China revealed a new idea for the rest of the world Thursday: A way to spread its own so-called “Great Firewall” to other countries around the world in an effort to control how information travels around the internet, Agence France-Press reported.

The Communist Party government wants "to put forward a 'China scheme' or a 'China solution' for the tough issue of cyber governance," a coordinator of cyber affairs for China’s Ministry of Foreign Affairs Long Zhou told reporters gathered for a briefing of the plan, according to AFP.

In recent months, China has further tightened its control of internet access within its borders. In November, it passed a bill that limited some free speech online and strengthened guidelines against some internet service providers.

China also planned to share its findings with the rest of the world, including Russia.

China has long been criticized for censoring and withholding internet access to its citizens, blocking such major global sites as Google, Facebook and Twitter.
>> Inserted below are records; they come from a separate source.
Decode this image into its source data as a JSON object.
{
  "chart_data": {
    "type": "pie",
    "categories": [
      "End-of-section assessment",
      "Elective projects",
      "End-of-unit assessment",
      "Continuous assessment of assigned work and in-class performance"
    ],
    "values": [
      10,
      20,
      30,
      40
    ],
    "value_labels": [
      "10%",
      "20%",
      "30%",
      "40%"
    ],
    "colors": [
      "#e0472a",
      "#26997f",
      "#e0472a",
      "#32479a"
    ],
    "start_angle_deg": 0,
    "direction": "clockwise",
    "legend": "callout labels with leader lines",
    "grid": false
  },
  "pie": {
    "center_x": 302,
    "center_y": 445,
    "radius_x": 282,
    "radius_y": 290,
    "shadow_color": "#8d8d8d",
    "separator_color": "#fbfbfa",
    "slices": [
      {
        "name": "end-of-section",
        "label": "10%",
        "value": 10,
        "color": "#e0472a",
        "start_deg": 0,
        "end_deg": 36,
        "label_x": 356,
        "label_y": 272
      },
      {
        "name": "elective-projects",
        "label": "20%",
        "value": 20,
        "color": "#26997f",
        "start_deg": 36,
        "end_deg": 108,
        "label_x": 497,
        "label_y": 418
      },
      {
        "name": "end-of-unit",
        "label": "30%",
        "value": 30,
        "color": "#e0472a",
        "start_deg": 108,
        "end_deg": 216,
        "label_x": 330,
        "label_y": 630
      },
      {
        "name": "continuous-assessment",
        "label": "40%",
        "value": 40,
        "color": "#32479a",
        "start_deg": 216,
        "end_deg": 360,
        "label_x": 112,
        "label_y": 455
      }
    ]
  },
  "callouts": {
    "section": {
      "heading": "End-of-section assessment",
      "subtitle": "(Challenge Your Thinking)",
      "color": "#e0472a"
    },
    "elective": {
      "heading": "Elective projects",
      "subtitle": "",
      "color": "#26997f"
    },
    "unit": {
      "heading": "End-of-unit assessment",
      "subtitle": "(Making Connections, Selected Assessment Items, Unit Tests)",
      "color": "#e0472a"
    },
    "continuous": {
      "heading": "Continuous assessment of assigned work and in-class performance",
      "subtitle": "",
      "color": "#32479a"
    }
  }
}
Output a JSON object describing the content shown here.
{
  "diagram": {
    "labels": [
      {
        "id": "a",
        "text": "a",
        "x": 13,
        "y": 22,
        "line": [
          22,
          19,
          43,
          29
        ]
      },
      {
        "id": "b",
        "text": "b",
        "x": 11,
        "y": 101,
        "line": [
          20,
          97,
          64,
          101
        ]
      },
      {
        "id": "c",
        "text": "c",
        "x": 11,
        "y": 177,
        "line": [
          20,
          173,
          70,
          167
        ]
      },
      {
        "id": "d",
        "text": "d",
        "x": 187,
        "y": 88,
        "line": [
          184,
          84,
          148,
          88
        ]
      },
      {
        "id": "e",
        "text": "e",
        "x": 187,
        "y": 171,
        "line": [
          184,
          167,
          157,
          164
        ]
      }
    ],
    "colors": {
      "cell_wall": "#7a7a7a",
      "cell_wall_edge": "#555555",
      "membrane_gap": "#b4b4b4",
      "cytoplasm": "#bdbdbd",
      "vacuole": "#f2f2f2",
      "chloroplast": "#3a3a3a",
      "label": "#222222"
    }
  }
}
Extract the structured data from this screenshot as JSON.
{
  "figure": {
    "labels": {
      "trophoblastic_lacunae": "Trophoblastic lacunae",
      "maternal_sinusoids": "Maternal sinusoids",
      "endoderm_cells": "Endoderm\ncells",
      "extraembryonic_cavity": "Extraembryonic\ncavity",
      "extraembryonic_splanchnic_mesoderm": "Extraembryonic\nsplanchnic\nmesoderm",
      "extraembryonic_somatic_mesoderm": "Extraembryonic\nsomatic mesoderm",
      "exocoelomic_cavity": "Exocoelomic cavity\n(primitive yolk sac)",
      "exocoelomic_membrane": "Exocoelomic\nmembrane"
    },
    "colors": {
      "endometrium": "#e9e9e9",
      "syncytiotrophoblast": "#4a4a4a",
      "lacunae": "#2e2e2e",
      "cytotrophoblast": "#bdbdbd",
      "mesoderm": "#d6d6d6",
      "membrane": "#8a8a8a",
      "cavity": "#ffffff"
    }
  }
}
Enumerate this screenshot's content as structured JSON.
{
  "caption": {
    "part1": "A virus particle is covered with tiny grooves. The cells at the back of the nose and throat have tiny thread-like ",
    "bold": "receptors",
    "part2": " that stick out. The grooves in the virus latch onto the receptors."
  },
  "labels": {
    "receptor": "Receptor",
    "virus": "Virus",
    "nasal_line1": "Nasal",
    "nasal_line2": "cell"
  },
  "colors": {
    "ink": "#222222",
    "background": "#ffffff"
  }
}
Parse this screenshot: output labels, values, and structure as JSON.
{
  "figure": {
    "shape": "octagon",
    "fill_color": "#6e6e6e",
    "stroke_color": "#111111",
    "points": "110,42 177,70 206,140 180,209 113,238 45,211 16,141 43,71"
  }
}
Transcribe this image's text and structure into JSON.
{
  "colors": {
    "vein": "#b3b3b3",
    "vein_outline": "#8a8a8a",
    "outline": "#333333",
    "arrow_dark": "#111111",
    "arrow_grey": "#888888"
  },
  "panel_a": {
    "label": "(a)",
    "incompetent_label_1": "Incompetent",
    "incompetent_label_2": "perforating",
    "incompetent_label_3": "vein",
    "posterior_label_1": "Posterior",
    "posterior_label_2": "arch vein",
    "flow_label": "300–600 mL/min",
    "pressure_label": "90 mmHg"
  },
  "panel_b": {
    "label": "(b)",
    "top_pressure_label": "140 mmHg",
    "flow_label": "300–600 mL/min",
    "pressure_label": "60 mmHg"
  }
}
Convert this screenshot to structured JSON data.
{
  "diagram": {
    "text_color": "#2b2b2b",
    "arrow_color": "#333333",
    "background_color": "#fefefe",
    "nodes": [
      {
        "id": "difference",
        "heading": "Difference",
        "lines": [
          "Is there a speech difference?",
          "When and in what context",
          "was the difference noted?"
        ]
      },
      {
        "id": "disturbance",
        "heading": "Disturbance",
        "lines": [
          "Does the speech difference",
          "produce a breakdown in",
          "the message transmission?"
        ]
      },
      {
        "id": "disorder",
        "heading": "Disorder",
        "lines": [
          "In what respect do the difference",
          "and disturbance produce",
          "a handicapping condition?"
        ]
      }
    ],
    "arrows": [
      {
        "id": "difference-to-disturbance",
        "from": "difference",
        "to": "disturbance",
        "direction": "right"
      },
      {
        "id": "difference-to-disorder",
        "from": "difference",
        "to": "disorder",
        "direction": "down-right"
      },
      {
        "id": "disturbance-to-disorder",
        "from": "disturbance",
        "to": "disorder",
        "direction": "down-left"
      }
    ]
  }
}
Facebook, in particular, created software that blocked specific posts following the 2016 U.S. presidential election after “fake news” articles spread and influenced the campaign. The site specifically developed the software in an effort to break back into China after it was shut out in 2009, The New York Times reported in November.

Facebook’s kowtowing to China’s massive market was defensible from a business standpoint. China had almost 700 million internet users, or rather 1 in 4 of the world’s entire internet users, and its electronic commerce foothold represents 40 percent of the entire globe, the Washington Post reported in May.

But it’s not as if China completely blocks social media. In fact, according to a study published by Harvard University in 2014, China has a very robust, but internal, social media market that’s equally as wild as the one Americans are familiar with, according to The Guardian. The difference was China vigorously monitors and removes any posts that may reference any negativity against or even for its government. Essentially it’s carried out to nix any chances of the Chinese people banding together.

"There is no absolute freedom in this world," Long said at Thursday’s briefing. "Cyberspace may be virtual, but the people who use it are real, so cyberspace must not be beyond laws."